Africa News blog
African business, politics and lifestyle
One step forward, a few steps back
its redeployment.
I had written a blog “one step forward, how many back?” a month ago.
I hope these recent transgressions are not my answer.
One of the few positives of Sudan’s elections, dubbed to be the first open vote in 24 years but marred by opposition boycotts and accusations of fraud, was a tiny opening of democratic freedom in Africa’s largest country.
Direct press censorship was lifted from Sudan’s papers and opposition politicians were given an albeit limited platform to address the population through state media.
Still, it seemed for the biggest international observer missions, such as the Carter Center and the European Union, the best they could say about the elections was 1): That they happened and 2): That people were not killing each other for once in this nation devastated by decades of multiple civil wars. (At least not because of the vote anyway).
They all agreed that the crack of democracy opened during the polls must be allowed to continue. And more progressive members of President Omar Hassan al-Bashir’s ruling party agreed. Presidential Adviser Ghazi Salaheddin told me he did not think they could go back on the democratic gains.
Bringing aid and being a target
Posted by George Fominyen, AlertNet‘s humanitarian affairs correspondent for West and Central Africa, based in Dakar. He is also West Africa coordinator for Thomson Reuters Foundation’s Emergency Information Service.
The abduction of two Medecins Sans Frontieres (MSF) workers in Chad this month after a robbery at their compound near Sudan’s Darfur region has again brought to the fore the question of attacks on aid workers.
Is Africa a good bet?
For those looking to invest in Africa, the best prospects are in Nigeria and Ethiopia according to a new index of potential investment destinations published this week.
But should anybody want to put money into Africa at a time the global financial crisis and falling prices for export commodities, on which the continent is so reliant, have discouraged investors who had begun to see some African countries as promising frontier markets?
from Global News Journal:
More power-sharing in Africa?
Kenya's power-sharing government was only born after weeks of election violence that killed 1,300 people. Zimbabwe's power sharing agreement is yet to bear fruit as southern Africa's former breadbasket crumbles into economic ruin.
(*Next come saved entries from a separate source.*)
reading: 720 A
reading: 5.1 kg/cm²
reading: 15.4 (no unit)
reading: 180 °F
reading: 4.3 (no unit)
So will power sharing in Central African Republic, where one of Africa's most forgotten conflicts has been simmering for more than half a decade, fare any better?
from Global News Journal:
Drugs and guns in Guinea-Bissau
Members of Guinea-Bissau's unruly armed forces have blotted the military's record again with another attack against the country's political institutions. Early on Sunday, Nov. 23, renegade soldiers, their faces hooded, sprayed the Bissau residence of President Joao Bernardo "Nino" Vieira with machine-gun and rocket-propelled grenade fire. The president survived unhurt this latest apparent attempt to topple him.
But The attack underlined the fragility of the small, cashew nut-exporting West African nation, one of the poorest in the world and a former Portuguese colony which has suffered a history of bloody coups, mutinies and uprisings since it won independence in 1974 after a bush war led by Amilcar Cabral. The assault followed parliamentary elections on Nov. 16 which donors were hoping would restore stability and put in place a new government capable of resisting the serious threat posed by powerful Latin American cocaine-trafficking cartels who use Guinea-Bissau as a staging post to smuggle drugs to Europe.
from Global News Journal:
Does Algeria now have a president for life?
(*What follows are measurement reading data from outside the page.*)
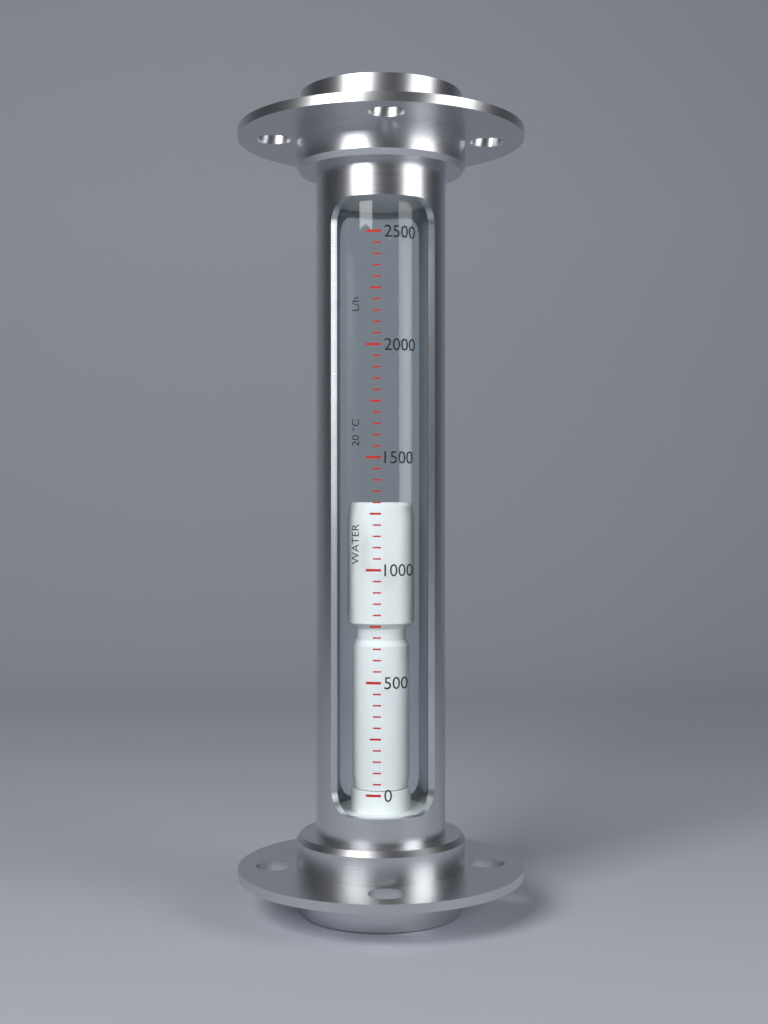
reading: 1300 L/h
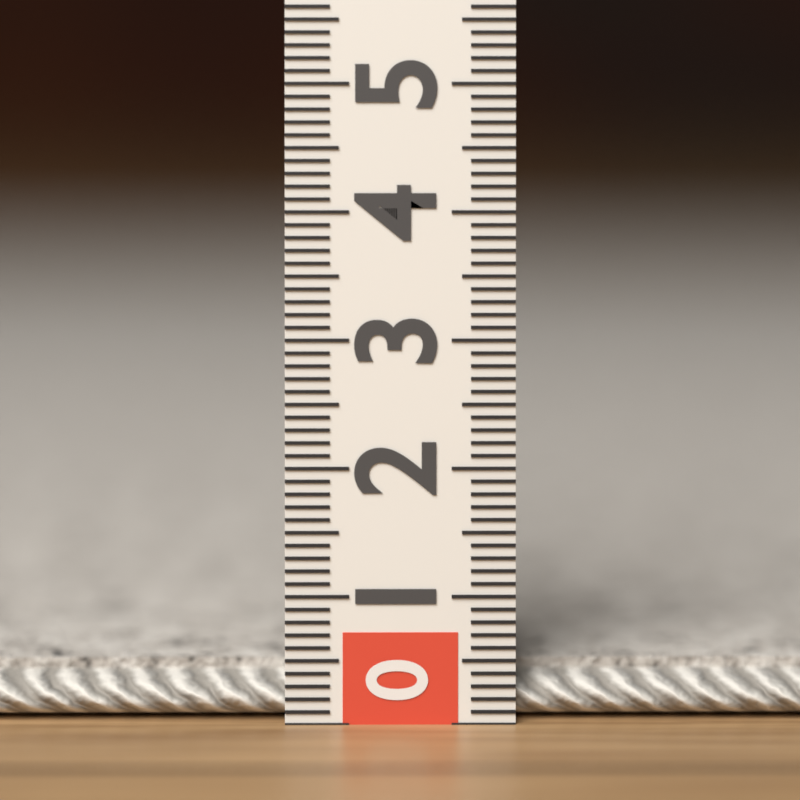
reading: 0.5 (no unit)
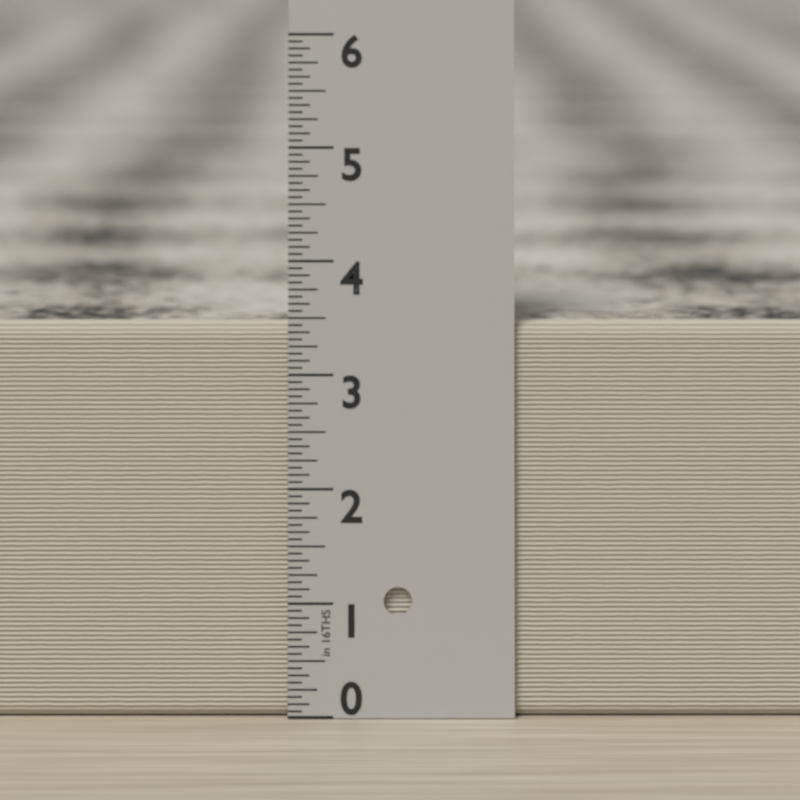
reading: 3.4375 in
After the Algerian parliament changed the constitution to lift presidential term limits, north Africans are asking whether Algeria now has a president for life.
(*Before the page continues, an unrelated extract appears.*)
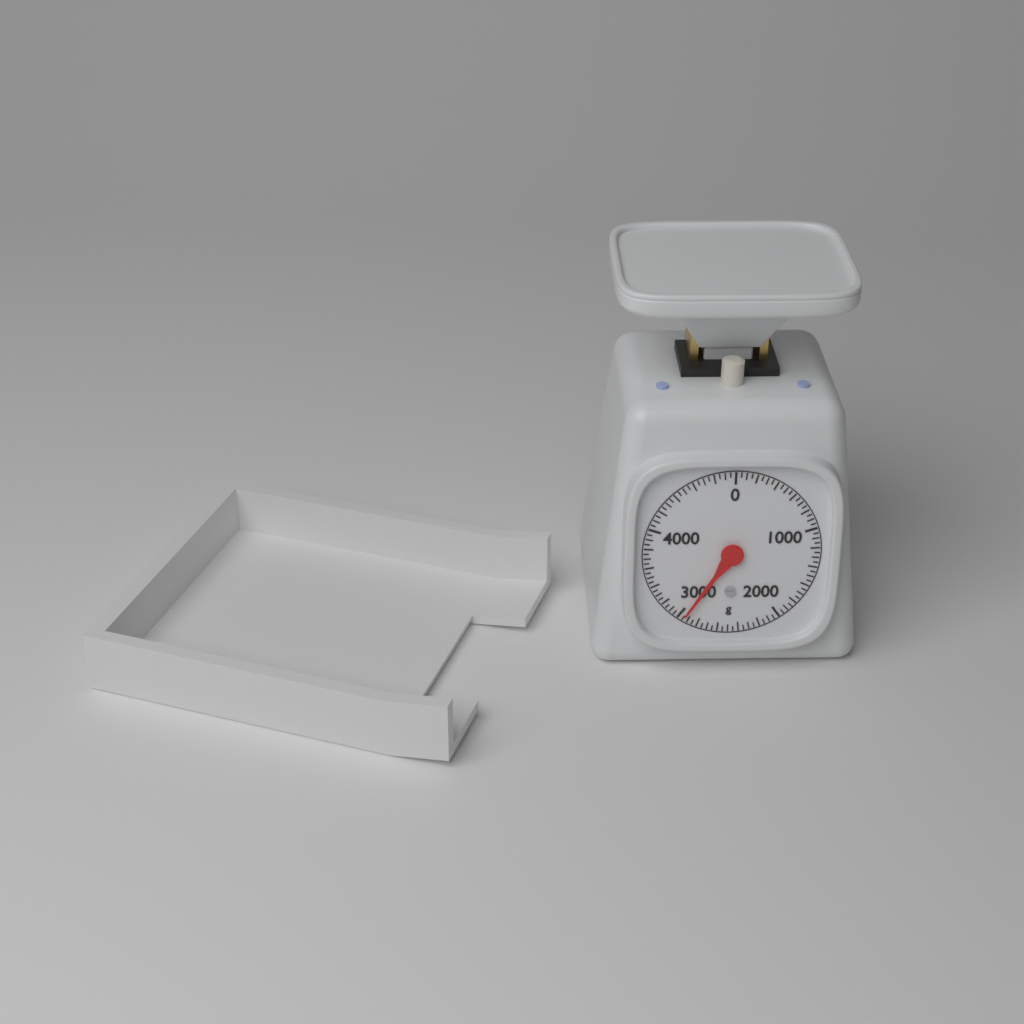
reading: 2950 g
In making the change, Algeria has followed a route taken in recent years by other African countries such as Cameroon, Chad and Uganda, all of which removed the limit of two presidential terms.
Sudan struggles
By reaching the gates of Khartoum, Darfur rebels have dealt one of the heaviest blows to Sudan’s traditionally Arab ruling elite since independence in 1956.
Early on Sunday, it looked as though government assertions that the army had beaten back the initial assault were true, but what is the attack going to mean for Africa’s biggest country and the way it is run?